Thursday, 9 July 2020

Sir John Stanhope Arkwright (1872–1954) – British writer, poet, barrister, politician and hymn writer

Author of the hymn 'O Valiant Hearts' which written to honour the war dead of the First World War.

With thanks to Geoff Harrison for finding this poet.

John Stanhope Arkwright was born at 11 Lowndes Street, London, UK on 10th July 1872, the only son of four children born to John Hungerford Arkwright (1833–1905), landowner and lord lieutenant of Herefordshire, of Hampton Court, Leominster, Herefordshire and his wife, Charlotte Lucy Arkwright, nee Davenport.

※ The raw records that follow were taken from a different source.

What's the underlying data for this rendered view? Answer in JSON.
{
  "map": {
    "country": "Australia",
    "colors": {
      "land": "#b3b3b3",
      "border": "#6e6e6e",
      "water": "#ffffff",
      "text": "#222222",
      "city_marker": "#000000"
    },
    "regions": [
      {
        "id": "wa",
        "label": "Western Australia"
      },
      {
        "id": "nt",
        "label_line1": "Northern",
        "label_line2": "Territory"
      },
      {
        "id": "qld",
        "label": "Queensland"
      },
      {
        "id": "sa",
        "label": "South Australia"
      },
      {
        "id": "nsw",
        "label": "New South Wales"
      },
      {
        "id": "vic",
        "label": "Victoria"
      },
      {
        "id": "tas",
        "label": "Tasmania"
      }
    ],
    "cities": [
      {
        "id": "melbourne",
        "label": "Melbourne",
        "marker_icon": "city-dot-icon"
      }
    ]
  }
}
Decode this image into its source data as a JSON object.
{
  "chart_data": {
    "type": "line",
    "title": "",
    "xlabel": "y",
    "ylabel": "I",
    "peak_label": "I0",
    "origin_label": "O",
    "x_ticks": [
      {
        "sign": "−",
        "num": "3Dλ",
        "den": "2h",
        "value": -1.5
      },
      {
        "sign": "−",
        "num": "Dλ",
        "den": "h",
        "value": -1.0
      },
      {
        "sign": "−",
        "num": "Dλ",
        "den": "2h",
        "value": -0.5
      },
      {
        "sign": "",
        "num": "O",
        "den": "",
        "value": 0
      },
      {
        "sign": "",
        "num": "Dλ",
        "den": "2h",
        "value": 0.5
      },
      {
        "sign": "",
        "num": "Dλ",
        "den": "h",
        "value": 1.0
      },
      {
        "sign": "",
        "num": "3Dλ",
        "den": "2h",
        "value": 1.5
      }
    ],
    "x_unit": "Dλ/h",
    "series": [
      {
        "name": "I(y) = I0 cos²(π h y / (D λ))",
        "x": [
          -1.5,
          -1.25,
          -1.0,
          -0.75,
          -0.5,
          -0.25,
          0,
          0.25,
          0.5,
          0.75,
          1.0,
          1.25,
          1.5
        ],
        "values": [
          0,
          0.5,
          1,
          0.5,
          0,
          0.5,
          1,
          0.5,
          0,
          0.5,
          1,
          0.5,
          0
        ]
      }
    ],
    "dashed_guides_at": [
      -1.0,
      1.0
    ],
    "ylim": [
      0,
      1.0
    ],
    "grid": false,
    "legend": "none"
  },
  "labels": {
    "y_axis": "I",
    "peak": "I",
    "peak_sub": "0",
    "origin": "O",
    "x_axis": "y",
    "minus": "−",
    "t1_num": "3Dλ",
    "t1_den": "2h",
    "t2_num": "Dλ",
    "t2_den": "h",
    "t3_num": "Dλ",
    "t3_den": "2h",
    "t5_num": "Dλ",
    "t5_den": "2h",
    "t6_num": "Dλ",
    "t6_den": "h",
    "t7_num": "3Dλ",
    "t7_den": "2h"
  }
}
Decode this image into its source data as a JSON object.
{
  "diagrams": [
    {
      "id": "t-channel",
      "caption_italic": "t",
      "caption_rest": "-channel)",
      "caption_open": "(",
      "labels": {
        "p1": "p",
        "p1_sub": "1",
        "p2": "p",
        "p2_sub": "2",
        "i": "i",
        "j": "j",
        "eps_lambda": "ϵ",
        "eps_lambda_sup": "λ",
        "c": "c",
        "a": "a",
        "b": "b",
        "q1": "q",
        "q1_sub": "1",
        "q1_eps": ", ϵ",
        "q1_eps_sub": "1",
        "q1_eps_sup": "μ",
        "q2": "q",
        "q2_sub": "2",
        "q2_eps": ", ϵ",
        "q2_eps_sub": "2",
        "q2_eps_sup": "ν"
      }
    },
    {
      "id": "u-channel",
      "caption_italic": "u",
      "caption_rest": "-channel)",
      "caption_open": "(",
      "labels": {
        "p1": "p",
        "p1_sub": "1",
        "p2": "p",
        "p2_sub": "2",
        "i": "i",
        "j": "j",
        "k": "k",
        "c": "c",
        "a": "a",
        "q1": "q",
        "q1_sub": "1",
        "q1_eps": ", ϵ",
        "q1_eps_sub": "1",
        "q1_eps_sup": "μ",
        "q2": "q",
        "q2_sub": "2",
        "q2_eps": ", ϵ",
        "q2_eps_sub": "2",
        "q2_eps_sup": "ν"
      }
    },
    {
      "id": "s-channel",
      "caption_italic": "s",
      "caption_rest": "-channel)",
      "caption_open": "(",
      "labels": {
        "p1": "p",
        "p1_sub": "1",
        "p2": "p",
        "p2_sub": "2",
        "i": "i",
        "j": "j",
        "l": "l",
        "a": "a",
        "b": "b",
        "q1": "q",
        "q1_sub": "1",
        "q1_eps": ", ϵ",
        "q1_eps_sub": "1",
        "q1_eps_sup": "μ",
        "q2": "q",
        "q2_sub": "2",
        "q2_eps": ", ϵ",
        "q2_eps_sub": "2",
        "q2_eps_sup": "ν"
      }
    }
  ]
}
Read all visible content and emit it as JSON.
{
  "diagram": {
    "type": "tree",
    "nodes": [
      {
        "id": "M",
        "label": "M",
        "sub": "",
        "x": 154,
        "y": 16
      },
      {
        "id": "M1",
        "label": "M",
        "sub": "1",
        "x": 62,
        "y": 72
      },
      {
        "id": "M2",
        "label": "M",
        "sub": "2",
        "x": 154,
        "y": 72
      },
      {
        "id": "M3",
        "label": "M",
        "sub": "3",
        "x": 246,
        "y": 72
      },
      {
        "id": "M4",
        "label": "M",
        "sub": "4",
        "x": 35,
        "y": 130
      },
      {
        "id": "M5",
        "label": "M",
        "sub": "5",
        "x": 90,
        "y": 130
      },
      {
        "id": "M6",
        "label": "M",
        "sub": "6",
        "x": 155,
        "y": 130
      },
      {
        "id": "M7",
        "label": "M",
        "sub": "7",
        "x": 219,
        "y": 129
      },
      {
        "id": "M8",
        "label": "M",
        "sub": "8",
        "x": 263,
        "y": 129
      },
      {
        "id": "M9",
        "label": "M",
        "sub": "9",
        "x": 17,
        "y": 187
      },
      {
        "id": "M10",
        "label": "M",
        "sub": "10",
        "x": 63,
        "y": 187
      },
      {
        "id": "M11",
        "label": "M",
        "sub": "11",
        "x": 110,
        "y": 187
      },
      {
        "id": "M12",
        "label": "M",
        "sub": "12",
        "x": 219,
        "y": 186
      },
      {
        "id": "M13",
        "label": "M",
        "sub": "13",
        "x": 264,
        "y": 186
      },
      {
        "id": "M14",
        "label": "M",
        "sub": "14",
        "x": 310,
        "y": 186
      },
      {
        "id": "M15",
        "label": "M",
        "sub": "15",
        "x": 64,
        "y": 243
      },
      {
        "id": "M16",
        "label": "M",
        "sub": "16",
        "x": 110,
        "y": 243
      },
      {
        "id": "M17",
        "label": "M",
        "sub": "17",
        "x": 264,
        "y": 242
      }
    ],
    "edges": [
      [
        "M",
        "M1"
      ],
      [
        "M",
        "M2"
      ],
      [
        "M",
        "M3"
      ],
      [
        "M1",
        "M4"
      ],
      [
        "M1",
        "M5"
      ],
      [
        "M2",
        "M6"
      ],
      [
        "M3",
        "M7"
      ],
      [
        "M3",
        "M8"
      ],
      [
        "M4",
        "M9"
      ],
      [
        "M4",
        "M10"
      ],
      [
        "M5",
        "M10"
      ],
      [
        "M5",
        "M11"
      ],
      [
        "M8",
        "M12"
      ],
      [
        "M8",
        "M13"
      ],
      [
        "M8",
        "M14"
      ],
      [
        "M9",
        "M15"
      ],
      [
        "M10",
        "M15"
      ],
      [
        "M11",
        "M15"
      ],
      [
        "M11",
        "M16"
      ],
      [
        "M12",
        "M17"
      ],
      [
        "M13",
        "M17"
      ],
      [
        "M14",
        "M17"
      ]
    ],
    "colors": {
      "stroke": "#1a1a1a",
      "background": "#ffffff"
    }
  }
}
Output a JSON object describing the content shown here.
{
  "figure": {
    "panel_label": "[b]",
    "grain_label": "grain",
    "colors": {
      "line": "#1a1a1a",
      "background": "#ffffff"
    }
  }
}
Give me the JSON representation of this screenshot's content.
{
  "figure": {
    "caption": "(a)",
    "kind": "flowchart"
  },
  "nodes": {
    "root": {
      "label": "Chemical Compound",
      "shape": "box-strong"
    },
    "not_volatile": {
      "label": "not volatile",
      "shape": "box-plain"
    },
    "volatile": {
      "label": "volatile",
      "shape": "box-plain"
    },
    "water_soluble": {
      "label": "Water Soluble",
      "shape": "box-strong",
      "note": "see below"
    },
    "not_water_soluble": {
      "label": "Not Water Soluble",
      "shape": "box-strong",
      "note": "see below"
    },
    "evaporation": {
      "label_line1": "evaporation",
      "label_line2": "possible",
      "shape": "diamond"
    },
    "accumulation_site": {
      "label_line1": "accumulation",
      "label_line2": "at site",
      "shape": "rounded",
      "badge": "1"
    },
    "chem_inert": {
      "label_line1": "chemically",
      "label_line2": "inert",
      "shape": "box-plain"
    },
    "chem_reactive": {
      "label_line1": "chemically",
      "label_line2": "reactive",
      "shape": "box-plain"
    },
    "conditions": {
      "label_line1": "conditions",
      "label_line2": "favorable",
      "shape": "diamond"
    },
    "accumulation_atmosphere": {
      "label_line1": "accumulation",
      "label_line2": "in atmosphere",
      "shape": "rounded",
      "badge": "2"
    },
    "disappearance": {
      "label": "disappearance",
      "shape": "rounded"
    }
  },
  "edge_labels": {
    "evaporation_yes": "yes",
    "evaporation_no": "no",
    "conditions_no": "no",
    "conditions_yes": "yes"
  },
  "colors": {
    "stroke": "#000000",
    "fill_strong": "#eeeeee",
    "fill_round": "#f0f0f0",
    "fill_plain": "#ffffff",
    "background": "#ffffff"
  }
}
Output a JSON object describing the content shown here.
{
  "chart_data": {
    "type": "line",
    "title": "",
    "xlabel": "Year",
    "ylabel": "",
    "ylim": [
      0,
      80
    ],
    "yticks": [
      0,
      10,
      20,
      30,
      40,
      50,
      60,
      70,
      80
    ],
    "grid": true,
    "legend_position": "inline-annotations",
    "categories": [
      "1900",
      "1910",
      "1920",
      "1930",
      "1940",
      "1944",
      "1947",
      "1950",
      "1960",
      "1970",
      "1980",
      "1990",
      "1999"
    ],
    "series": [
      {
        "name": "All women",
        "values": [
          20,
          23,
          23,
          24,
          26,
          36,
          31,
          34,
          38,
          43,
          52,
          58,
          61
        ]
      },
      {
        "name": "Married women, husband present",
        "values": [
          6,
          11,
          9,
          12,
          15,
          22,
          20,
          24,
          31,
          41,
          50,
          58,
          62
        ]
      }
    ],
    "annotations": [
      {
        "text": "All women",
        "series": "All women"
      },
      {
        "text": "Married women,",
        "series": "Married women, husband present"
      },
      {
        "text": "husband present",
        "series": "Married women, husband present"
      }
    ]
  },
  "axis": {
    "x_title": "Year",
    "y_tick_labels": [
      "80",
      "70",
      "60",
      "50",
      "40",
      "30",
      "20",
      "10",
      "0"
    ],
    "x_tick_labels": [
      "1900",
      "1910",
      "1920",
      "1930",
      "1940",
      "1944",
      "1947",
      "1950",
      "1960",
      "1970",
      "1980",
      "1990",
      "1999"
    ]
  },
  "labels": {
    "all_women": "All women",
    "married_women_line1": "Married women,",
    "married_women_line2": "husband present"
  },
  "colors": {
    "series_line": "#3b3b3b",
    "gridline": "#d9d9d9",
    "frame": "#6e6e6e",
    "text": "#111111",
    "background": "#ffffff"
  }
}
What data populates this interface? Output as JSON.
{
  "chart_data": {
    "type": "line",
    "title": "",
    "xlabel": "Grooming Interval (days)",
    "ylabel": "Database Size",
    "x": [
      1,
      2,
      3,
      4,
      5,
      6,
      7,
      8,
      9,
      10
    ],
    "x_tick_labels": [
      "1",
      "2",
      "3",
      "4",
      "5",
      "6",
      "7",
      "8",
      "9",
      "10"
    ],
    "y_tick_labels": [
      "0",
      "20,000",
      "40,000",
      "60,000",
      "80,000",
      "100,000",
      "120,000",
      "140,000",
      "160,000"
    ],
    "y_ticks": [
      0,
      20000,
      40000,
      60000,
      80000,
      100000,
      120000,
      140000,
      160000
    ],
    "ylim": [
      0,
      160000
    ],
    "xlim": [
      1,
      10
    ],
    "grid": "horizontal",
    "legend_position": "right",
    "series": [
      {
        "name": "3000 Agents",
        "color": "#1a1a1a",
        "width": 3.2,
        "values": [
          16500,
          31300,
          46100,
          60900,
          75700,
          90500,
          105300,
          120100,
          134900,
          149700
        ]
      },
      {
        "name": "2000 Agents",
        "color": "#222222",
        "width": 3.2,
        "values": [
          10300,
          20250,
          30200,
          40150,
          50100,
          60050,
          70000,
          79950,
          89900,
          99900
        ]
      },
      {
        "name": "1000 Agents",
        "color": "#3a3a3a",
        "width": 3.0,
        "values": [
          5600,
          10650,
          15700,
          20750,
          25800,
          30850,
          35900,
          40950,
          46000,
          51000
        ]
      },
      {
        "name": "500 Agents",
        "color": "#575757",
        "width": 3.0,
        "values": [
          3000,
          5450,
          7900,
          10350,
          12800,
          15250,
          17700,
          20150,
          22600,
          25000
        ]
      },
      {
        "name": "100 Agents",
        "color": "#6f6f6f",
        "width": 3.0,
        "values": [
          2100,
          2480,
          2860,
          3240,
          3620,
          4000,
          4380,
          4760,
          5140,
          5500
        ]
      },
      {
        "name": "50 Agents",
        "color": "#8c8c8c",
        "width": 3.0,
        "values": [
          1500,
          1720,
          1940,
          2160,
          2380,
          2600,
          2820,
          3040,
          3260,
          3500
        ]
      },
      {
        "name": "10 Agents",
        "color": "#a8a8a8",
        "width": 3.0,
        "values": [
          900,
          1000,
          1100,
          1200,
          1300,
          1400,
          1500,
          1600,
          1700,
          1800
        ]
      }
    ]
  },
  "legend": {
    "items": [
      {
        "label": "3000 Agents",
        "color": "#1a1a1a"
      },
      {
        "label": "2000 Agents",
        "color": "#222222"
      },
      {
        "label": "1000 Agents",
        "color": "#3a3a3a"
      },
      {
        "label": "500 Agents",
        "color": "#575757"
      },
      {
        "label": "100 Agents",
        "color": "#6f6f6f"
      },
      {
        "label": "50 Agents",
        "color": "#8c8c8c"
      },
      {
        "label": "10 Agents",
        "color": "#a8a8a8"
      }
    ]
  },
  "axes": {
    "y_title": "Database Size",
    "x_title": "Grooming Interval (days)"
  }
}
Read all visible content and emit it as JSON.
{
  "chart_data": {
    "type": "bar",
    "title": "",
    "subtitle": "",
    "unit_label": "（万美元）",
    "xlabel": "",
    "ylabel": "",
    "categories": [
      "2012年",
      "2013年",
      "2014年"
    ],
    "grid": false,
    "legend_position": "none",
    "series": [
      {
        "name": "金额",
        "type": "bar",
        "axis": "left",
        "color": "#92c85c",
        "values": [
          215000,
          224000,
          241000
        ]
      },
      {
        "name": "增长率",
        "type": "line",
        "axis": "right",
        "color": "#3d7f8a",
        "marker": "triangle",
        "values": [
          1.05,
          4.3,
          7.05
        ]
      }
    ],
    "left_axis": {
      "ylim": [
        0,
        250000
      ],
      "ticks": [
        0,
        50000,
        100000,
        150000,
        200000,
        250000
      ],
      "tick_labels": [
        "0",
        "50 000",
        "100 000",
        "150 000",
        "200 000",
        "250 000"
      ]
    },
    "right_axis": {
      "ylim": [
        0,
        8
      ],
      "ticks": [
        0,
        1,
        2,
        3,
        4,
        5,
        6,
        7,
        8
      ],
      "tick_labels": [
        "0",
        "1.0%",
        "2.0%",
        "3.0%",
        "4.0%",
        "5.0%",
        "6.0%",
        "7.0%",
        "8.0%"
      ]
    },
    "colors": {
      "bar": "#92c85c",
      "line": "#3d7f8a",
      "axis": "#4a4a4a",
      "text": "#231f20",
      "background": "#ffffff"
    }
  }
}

John was the great-great grandson of the cotton-spinning industrialist Sir Richard Arkwright.  Educated at Eton and Christ Church, Oxford, where he won the Newdigate Prize for English Poetry in 1895, in the 1900 general election John was elected as MP for Hereford, a position he served in until his resignation in 1912.  In April 1902 he was appointed private secretary (unpaid) to Gerald Balfour, President of the Board of Trade.

In 1905, John maried Helen Mariel Stephanie Robinson and the couple had a son John Richard Steven, born in 1907.

In 1934 he was knighted and made an Honorary Freeman of the City of Hereford. John became Chief Steward of the City of Hereford - he died in Kington, Herefordshire in 1954.

O valiant hearts who to your glory came
Through dust of conflict and through battle flame;
Tranquil you lie, your knightly virtue proved,
Your memory hallowed in the land you loved.

Proudly you gathered, rank on rank, to war
As who had heard God’s message from afar;
All you had hoped for, all you had, you gave,
To save mankind—yourselves you scorned to save.

Splendid you passed, the great surrender made;
Into the light that nevermore shall fade;
Deep your contentment in that blest abode,
Who wait the last clear trumpet call of God.

Long years ago, as earth lay dark and still,
Rose a loud cry upon a lonely hill,
While in the frailty of our human clay,
Christ, our Redeemer, passed the self same way.

Still stands His cross from that dread hour to this,
Like some bright star above the dark abyss;
Still, through the veil, the Victor’s pitying eyes
Look down to bless our lesser Calvaries.

These were His servants, in His steps they trod,
Following through death the martyred Son of God:
Victor, He rose; victorious too shall rise
They who have drunk His cup of sacrifice.

O risen Lord, O Shepherd of our dead,
Whose cross has bought them and whose staff has led,
In glorious hope their proud and sorrowing land
Commits her children to Thy gracious hand.

John’s WW1 collection was entitled “The Supreme Sacrifice and Other Poems in Time of War” (Skefington, 1919).

Sources:

https://hymnary.org/person/Arkwright_John
Catherine W. Reily “English Poetry of the First World War: A Bibliography” (St. Martin’s Press, New York, 1978) p. 42.